In some ridings, local candidates will come to your door and try to distance themselves from an unpopular party or leader. We can all remember when, despite rumours of a caucus revolt, every government MLA voted to impose a contract on teachers. Similarly, many of the most meaningful decisions a government makes are included in the budget as resources are allocated and priorities set. Since a defeated budget also means a defeated government (and usually a fresh election), any MLA who votes against a money bill will soon find the full weight of the hammer of party discipline brought down on them.

As a result, few break ranks. So when all the viable parties are inclined to break their promises and local MLAs bound to toe the party line, how do we decide which promises to trust?

My best suggestion is a simple question: Who does each party believe it will need to keep happy if it wants to win?

Will it need to pander to property developers to fill its coffers for election ads? Will it strip away environmental regulations because it needs to keep a balanced budget to appease deficit hawks while still creating a token number of jobs in ridings it’ll need to hold?
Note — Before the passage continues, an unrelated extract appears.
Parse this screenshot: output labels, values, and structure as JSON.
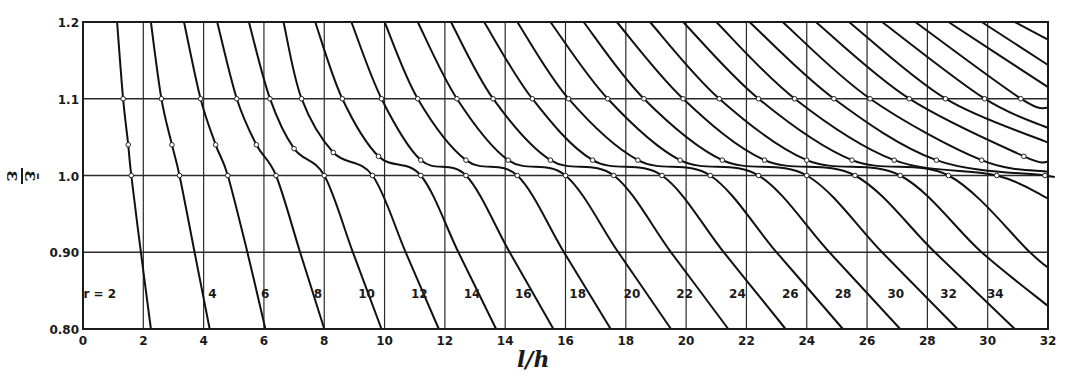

Does it believe it can win an election based on grassroots support in the HRM? Is Cape Breton the lynchpin of its electoral map in 2021?

At the end of the day, this isn’t the childish world of the West Wing and politicians rarely make decisions based on high-minded, soaring principles. Electoral politics is largely about compromise and doing whatever it takes to win another mandate. The challenge for parties is to make those compromises based on who they think they can afford to alienate and who they think they need to appease.

If you can figure out who each of the parties thinks it will need to keep happy over the next four years and you can determine if you’re part of that group, then you just might have a shot at deciphering whether that party will keep the election promises that matter to 
you.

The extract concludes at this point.